Jjodel is a cloud-native, reflective modeling platform for defining, visualizing, and evolving Domain-Specific Modeling Languages (DSLs) directly in the browser. It provides an integrated environment where metamodels, models, and viewpoints coexist and co-evolve in real time, without code generation or tool recompilation.

Jjodel is developed and maintained by the Software Engineering (SWEN) Research Group at the University of L’Aquila (Italy), with collaborations across Europe. It is part of the AIM-PRO European research project.

Yes. Jjodel is released under the MIT License, which allows free use, modification, and redistribution. The source code, documentation, and examples are available on GitHub.

What makes Jjodel different from other modeling tools?

Section titled “What makes Jjodel different from other modeling tools?”

Three key differentiators set Jjodel apart:

  1. Live co-evolution — metamodel changes propagate instantly to models, editors, and viewpoints without regeneration or redeployment
  2. Cloud-native — no installation required, real-time collaboration built in
  3. Reactive and reflective architecture — the tool observes its own structure and synchronizes all components automatically

Visit app.jjodel.io in your browser. Registration is free.

No. Jjodel runs entirely in the browser. For local development or offline use, you can optionally install Jjodel via Docker or build from source — see Installation.

The cloud version requires an internet connection. For offline use, you can run Jjodel locally using Docker, though this setup does not include shared storage or real-time synchronization.

Google Chrome and Microsoft Edge (latest versions) are recommended. Other Chromium-based browsers are generally supported.

Jjodel supports any domain-specific or general-purpose modeling language. You define the metamodel (abstract syntax), and Jjodel lets you create models conforming to it. Common examples include UML class diagrams, entity-relationship diagrams, state machines, process models, and custom DSLs.

Every change to a metamodel is immediately reflected across all related models, viewpoints, and editors.
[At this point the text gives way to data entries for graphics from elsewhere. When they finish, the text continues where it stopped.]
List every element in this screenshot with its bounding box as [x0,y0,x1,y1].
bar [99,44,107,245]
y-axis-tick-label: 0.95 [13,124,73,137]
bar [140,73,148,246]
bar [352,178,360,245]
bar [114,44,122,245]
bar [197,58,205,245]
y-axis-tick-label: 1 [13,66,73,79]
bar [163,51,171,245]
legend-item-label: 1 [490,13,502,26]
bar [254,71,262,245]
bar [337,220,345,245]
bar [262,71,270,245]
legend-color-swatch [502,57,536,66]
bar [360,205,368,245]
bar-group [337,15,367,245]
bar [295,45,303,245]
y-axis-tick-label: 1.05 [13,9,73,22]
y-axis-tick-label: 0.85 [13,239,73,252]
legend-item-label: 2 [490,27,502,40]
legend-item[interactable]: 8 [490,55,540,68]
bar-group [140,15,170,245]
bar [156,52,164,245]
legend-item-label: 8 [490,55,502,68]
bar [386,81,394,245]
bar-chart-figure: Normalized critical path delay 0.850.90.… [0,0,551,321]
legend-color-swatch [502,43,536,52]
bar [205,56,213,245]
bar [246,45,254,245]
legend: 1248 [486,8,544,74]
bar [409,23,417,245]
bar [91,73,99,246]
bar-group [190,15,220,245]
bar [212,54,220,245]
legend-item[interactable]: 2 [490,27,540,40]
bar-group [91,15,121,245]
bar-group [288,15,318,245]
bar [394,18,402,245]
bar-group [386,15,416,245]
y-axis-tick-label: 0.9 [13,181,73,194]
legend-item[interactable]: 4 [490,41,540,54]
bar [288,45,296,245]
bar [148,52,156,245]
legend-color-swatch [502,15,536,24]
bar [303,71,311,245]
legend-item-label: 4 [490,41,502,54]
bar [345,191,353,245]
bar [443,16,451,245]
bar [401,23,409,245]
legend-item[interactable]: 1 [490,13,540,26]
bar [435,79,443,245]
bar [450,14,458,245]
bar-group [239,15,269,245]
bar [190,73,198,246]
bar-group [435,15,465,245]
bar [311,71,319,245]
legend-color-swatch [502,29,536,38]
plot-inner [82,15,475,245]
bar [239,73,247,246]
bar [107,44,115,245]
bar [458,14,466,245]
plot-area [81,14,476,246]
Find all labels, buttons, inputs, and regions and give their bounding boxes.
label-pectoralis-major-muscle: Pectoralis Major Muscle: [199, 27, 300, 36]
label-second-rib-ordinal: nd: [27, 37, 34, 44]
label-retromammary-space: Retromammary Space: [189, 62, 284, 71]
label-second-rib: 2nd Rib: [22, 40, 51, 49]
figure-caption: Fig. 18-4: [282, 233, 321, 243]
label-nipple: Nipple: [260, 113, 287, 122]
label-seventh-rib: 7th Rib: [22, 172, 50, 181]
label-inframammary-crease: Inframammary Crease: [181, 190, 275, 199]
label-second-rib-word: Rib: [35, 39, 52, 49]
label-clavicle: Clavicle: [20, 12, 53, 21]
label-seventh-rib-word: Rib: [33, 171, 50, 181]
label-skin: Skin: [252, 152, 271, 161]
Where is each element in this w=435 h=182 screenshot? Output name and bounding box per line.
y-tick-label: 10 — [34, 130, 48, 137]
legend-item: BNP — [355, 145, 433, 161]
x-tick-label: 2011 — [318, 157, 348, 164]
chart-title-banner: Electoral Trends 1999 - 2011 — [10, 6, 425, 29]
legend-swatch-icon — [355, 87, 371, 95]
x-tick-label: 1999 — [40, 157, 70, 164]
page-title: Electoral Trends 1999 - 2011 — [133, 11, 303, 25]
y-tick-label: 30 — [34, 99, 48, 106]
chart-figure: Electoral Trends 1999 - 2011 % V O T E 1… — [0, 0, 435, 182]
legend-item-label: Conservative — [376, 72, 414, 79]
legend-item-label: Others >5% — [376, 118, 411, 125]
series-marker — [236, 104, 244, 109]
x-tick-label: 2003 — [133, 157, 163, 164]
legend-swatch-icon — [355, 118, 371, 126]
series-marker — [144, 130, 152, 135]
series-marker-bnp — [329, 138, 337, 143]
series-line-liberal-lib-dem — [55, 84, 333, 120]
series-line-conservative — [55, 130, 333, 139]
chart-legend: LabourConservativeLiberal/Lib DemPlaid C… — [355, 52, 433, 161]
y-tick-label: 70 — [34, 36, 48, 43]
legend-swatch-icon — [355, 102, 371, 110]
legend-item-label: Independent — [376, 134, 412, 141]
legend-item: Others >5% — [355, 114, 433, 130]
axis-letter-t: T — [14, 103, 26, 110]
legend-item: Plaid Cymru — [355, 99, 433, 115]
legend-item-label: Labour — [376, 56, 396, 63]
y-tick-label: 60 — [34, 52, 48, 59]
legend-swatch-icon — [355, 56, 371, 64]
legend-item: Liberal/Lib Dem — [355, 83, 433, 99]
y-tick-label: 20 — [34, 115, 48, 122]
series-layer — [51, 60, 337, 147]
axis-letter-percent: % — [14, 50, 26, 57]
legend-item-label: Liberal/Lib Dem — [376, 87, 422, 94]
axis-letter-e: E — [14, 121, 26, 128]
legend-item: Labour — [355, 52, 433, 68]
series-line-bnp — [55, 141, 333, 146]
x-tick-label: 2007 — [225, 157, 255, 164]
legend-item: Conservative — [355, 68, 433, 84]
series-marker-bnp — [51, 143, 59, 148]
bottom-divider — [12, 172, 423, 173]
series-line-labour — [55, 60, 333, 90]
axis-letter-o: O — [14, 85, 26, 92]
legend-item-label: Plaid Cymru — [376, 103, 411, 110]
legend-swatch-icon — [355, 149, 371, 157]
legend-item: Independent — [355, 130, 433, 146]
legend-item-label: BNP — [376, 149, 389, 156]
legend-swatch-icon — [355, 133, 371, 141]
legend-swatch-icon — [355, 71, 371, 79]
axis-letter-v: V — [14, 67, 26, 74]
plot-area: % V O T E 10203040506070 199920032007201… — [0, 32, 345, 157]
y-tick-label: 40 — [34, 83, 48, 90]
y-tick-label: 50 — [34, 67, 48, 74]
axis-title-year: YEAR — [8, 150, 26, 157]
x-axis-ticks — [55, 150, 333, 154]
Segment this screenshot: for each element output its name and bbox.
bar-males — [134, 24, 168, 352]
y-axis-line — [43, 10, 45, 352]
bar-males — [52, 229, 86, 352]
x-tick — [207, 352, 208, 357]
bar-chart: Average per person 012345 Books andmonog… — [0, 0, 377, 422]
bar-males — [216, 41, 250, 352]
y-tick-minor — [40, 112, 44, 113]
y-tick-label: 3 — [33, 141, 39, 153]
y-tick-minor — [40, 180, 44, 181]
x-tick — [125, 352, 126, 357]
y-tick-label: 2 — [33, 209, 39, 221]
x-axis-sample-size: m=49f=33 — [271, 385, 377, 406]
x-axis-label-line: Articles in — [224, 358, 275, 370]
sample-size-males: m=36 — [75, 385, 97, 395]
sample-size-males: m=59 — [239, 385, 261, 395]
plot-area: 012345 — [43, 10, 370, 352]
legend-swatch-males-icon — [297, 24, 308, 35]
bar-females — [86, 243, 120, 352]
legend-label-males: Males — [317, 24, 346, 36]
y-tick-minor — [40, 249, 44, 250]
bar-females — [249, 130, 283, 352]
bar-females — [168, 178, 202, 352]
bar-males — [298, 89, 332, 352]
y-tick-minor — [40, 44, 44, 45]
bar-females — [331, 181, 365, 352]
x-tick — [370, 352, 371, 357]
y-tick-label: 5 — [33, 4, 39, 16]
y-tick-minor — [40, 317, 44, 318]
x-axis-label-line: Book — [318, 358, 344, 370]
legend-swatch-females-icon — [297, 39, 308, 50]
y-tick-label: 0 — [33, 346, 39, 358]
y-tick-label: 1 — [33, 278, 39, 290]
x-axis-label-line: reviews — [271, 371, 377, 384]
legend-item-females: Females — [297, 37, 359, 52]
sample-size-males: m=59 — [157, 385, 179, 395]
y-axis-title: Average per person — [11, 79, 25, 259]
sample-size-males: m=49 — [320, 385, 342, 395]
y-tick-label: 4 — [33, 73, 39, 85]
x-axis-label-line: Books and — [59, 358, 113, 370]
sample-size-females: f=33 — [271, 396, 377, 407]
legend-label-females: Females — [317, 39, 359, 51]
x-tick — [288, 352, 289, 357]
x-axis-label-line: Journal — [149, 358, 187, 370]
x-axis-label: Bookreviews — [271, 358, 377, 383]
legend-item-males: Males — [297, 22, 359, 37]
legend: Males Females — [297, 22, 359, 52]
This is possible because Jjodel interprets metamodels at runtime (rather than generating code from them) and uses a reactive architecture that propagates changes automatically.
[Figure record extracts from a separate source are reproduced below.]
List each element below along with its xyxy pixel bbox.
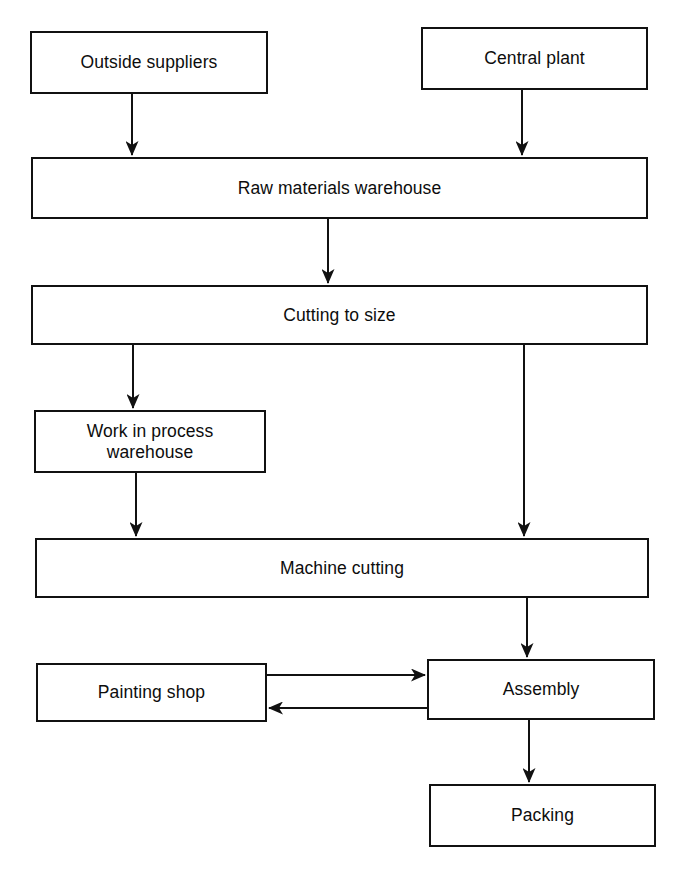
node-label-assembly: Assembly	[497, 679, 586, 700]
node-label-work-in-process-warehouse: Work in process warehouse	[81, 421, 220, 462]
node-cutting-to-size[interactable]: Cutting to size	[31, 285, 648, 345]
node-label-raw-materials-warehouse: Raw materials warehouse	[232, 178, 448, 199]
node-label-central-plant: Central plant	[478, 48, 591, 69]
node-label-packing: Packing	[505, 805, 580, 826]
node-assembly[interactable]: Assembly	[427, 659, 655, 720]
node-central-plant[interactable]: Central plant	[421, 27, 648, 90]
node-packing[interactable]: Packing	[429, 784, 656, 847]
node-label-painting-shop: Painting shop	[92, 682, 211, 703]
node-painting-shop[interactable]: Painting shop	[36, 663, 267, 722]
node-machine-cutting[interactable]: Machine cutting	[35, 538, 649, 598]
node-label-outside-suppliers: Outside suppliers	[75, 52, 224, 73]
node-label-machine-cutting: Machine cutting	[274, 558, 410, 579]
node-label-cutting-to-size: Cutting to size	[277, 305, 401, 326]
node-raw-materials-warehouse[interactable]: Raw materials warehouse	[31, 157, 648, 219]
node-work-in-process-warehouse[interactable]: Work in process warehouse	[34, 410, 266, 473]
flowchart-canvas: Outside suppliers Central plant Raw mate…	[0, 0, 685, 870]
node-outside-suppliers[interactable]: Outside suppliers	[30, 31, 268, 94]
Ecore and XMI import/export is planned for a future release. The team is also exploring participation in the LionWeb initiative for cross-tool interoperability.

Does Jjodel support collaborative editing?
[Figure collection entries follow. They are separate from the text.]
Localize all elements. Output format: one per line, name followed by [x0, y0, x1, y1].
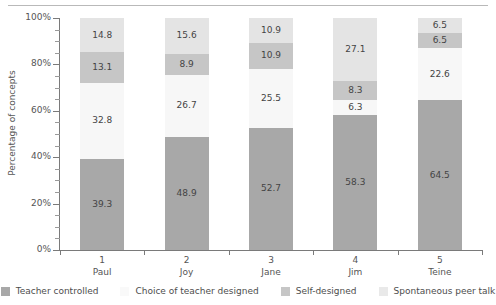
bar-segment[interactable]: 6.5 [418, 18, 462, 33]
x-axis-category-name: Paul [67, 266, 137, 278]
y-tick-label-text: 60% [3, 106, 51, 115]
bar-segment-value-label: 8.3 [348, 86, 362, 95]
x-axis-category: 4Jim [320, 254, 390, 278]
plot-area: 14.813.132.839.315.68.926.748.910.910.92… [60, 18, 482, 250]
x-axis-category-number: 3 [236, 254, 306, 266]
bar-segment-value-label: 48.9 [177, 189, 197, 198]
bar-segment[interactable]: 58.3 [333, 115, 377, 250]
y-tick-major [53, 204, 60, 205]
y-tick-major [53, 111, 60, 112]
x-axis-category-number: 2 [152, 254, 222, 266]
bar-segment-value-label: 32.8 [92, 116, 112, 125]
y-tick-label-text: 0% [3, 245, 51, 254]
bar-segment[interactable]: 6.5 [418, 33, 462, 48]
x-axis-category: 1Paul [67, 254, 137, 278]
bar-segment[interactable]: 27.1 [333, 18, 377, 81]
bar-segment[interactable]: 25.5 [249, 69, 293, 128]
y-tick-major [53, 18, 60, 19]
y-tick-label: 40% [0, 152, 51, 161]
bar-segment-value-label: 52.7 [261, 184, 281, 193]
bar-segment[interactable]: 15.6 [165, 18, 209, 54]
bar-segment-value-label: 10.9 [261, 51, 281, 60]
bar-segment-value-label: 25.5 [261, 94, 281, 103]
y-tick-label: 0% [0, 245, 51, 254]
legend-item[interactable]: Teacher controlled [1, 287, 99, 296]
legend-label: Choice of teacher designed [135, 287, 258, 296]
bar-segment-value-label: 27.1 [345, 45, 365, 54]
y-tick-label-text: 40% [3, 152, 51, 161]
bar-segment-value-label: 26.7 [177, 101, 197, 110]
bar-group[interactable]: 6.56.522.664.5 [418, 18, 462, 250]
bar-segment[interactable]: 48.9 [165, 137, 209, 250]
x-axis-category-name: Jane [236, 266, 306, 278]
legend-item[interactable]: Spontaneous peer talk [379, 287, 496, 296]
x-axis-category-name: Jim [320, 266, 390, 278]
x-axis-category-number: 1 [67, 254, 137, 266]
bar-segment-value-label: 22.6 [430, 70, 450, 79]
legend-label: Self-designed [296, 287, 357, 296]
x-tick [60, 250, 61, 255]
bar-segment-value-label: 6.3 [348, 103, 362, 112]
legend-item[interactable]: Choice of teacher designed [120, 287, 258, 296]
bar-segment[interactable]: 6.3 [333, 100, 377, 115]
y-tick-major [53, 64, 60, 65]
bar-segment[interactable]: 32.8 [80, 83, 124, 159]
bar-group[interactable]: 10.910.925.552.7 [249, 18, 293, 250]
bar-segment[interactable]: 8.9 [165, 54, 209, 75]
bar-group[interactable]: 15.68.926.748.9 [165, 18, 209, 250]
bar-segment[interactable]: 39.3 [80, 159, 124, 250]
bar-group[interactable]: 14.813.132.839.3 [80, 18, 124, 250]
y-tick-label-text: 80% [3, 59, 51, 68]
bar-segment[interactable]: 64.5 [418, 100, 462, 250]
bar-segment[interactable]: 52.7 [249, 128, 293, 250]
legend-label: Spontaneous peer talk [394, 287, 496, 296]
bar-segment[interactable]: 10.9 [249, 43, 293, 68]
chart-legend: Teacher controlledChoice of teacher desi… [0, 283, 496, 299]
x-axis-line [59, 250, 482, 251]
bar-segment[interactable]: 22.6 [418, 48, 462, 100]
y-tick-label: 20% [0, 199, 51, 208]
x-tick [482, 250, 483, 255]
bar-segment-value-label: 6.5 [433, 21, 447, 30]
x-tick [398, 250, 399, 255]
x-tick [313, 250, 314, 255]
bar-group[interactable]: 27.18.36.358.3 [333, 18, 377, 250]
y-tick-label: 80% [0, 59, 51, 68]
bar-segment-value-label: 13.1 [92, 63, 112, 72]
y-tick-label: 60% [0, 106, 51, 115]
legend-swatch-icon [281, 287, 290, 296]
bar-segment-value-label: 15.6 [177, 31, 197, 40]
bar-segment[interactable]: 14.8 [80, 18, 124, 52]
x-axis-category-number: 5 [405, 254, 475, 266]
stacked-bar-chart: Percentage of concepts 0%20%40%60%80%100… [0, 0, 496, 305]
x-axis-category-number: 4 [320, 254, 390, 266]
x-tick [229, 250, 230, 255]
y-tick-label-text: 20% [3, 199, 51, 208]
bar-segment-value-label: 58.3 [345, 178, 365, 187]
bar-segment-value-label: 6.5 [433, 36, 447, 45]
y-tick-major [53, 157, 60, 158]
bar-segment-value-label: 39.3 [92, 200, 112, 209]
legend-swatch-icon [379, 287, 388, 296]
x-axis-category: 2Joy [152, 254, 222, 278]
bar-segment[interactable]: 8.3 [333, 81, 377, 100]
legend-item[interactable]: Self-designed [281, 287, 357, 296]
legend-label: Teacher controlled [16, 287, 99, 296]
bar-segment-value-label: 14.8 [92, 31, 112, 40]
bar-segment[interactable]: 26.7 [165, 75, 209, 137]
legend-swatch-icon [120, 287, 129, 296]
y-tick-label: 100% [0, 13, 51, 22]
x-tick [144, 250, 145, 255]
bar-segment[interactable]: 13.1 [80, 52, 124, 82]
bar-segment-value-label: 10.9 [261, 26, 281, 35]
x-axis-category-name: Teine [405, 266, 475, 278]
y-tick-major [53, 250, 60, 251]
bar-segment-value-label: 8.9 [179, 60, 193, 69]
x-axis-category-name: Joy [152, 266, 222, 278]
legend-swatch-icon [1, 287, 10, 296]
x-axis-category: 3Jane [236, 254, 306, 278]
bar-segment-value-label: 64.5 [430, 171, 450, 180]
bar-segment[interactable]: 10.9 [249, 18, 293, 43]
y-tick-label-text: 100% [3, 13, 51, 22]
x-axis-category: 5Teine [405, 254, 475, 278]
Section titled “Does Jjodel support collaborative editing?”

Yes. Multiple users can work simultaneously on the same models or metamodels. All actions are propagated in real time through a cloud-based publish-subscribe infrastructure.

Can Jjodel be integrated with other tools?

Section titled “Can Jjodel be integrated with other tools?”

Jjodel can interoperate with external tools through REST APIs. Its React-based editors can also be embedded in other web applications.

Jjodel includes an operation recorder but does not currently provide built-in version control. Projects are stored in the cloud with operational history.

Yes — this is one of Jjodel’s core strengths. Metamodel changes are propagated instantly, with no recompilation needed.

See the Tutorials section for step-by-step guides, and the Video Pills page for recorded introductions and demonstrations.

Yes. Jjodel is used in MDE courses, software modeling laboratories, and European research projects (AIM-PRO). It serves as an open, reflective environment for experimentation, prototyping, and education.

Visit the GitHub repository to report issues, propose features, or contribute code. Look for issues labeled good first issue to get started.